Oireachtas Joint and Select Committees
Wednesday, 1 October 2025
Committee on Disability Matters
Inclusive Education for Persons with Disabilities: Discussion (Resumed)
2:00 am
Martin Daly (Roscommon-Galway, Fianna Fail)
I thank the witnesses for coming in today. I too apologise for being absent earlier. I was at a meeting of the health committee, of which I am a member, but I have read the witnesses' statements.
A lot of the questions coming at the witnesses are probably rehashed, but one of the things that caught my eye is the problem of expulsion and suspension from school, which is a situation that is often complicated by poverty associated with disability. Impoverished families often have people with complex needs in their own homes. Are there solutions to this? It seems to be a very final event. It also puts enormous pressure on services outside the school. I am not expecting teachers to carry everything within the school but there must be another way to do this. I was taken by the idea for rural schools and the clustering of schools for the provision of therapies within the school setting. I think that is a good idea because we have that in the management of schools, where there is a clustering of small schools that share managers. It is one of the things that the INTO has been asking for in its pre-budget assessment. It is a really good idea and it makes sense. The special schools are not DEIS schools by nature. Is that because they already receive enhanced funding and support?
Respite care is a massive issue for me as I worked as a GP in my past life. It is the difference between making and breaking families and parents who are under enormous pressure. I know there has been a commitment in the budget to increase respite places, but it should be something that is enshrined by right for parents, certainly with children with very significant additional and special needs.
I raise the competition among the various services, including the HSE, the CDNTs and now education for allied health professionals, speech and language therapists, physiotherapists, psychologists and all the full panoply. How can that be addressed? What are the witnesses' views on that? One of the issues we are having in the primary care sector is looking at the model of primary care and whether it is attractive or not for young people coming out of college, highly trained allied health professionals, to go into single, isolated places, often working on their own and not working in very creative teams. It would appear we cannot attract people into those positions. How are the witnesses finding that in their own settings?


• _Exercise requirements_
Find the word "move" in the listing below. Copy every line that has it.

• _Given records_
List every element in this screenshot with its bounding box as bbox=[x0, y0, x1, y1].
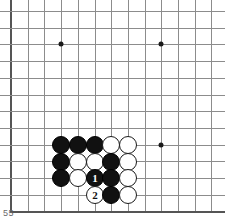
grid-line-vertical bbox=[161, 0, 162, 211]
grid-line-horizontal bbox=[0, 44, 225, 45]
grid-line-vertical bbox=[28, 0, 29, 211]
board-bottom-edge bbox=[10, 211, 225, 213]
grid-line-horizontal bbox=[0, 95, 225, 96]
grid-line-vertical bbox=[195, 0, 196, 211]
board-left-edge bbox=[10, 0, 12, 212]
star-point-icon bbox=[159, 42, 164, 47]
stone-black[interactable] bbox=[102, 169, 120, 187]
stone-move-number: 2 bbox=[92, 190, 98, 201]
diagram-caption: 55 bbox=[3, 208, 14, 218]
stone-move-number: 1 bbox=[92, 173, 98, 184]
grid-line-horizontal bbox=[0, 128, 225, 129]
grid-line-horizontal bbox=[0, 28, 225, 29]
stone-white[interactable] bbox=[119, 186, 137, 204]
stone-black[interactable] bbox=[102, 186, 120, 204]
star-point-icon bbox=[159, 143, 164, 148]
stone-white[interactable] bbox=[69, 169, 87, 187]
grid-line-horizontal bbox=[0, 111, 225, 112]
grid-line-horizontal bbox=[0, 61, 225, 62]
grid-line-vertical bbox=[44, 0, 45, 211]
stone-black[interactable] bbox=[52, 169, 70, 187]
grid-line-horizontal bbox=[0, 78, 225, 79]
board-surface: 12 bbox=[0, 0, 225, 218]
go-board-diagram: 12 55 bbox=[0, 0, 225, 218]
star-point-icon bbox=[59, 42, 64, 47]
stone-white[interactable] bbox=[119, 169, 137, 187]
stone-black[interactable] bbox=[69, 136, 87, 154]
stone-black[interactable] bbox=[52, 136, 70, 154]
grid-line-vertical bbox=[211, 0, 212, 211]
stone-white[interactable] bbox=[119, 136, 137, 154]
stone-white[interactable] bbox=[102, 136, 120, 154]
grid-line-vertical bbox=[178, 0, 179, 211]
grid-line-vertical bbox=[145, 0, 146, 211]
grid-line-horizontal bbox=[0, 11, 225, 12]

==

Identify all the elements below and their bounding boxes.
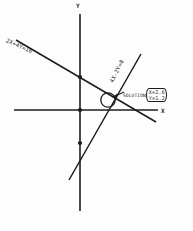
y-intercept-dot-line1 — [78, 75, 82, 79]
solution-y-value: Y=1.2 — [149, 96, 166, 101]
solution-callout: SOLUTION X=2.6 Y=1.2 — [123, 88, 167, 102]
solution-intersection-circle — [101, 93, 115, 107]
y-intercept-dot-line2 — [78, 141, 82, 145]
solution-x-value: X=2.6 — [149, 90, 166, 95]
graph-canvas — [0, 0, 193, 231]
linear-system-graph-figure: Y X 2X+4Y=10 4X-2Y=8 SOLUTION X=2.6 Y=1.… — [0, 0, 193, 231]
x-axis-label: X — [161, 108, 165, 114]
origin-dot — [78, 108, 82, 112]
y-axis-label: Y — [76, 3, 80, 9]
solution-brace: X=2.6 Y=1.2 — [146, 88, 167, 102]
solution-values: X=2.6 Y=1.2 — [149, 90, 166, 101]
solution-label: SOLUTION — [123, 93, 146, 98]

• _Solution to the problem_
stone-move-number: 2 bbox=[92, 190, 98, 201]
stone-move-number: 1 bbox=[92, 173, 98, 184]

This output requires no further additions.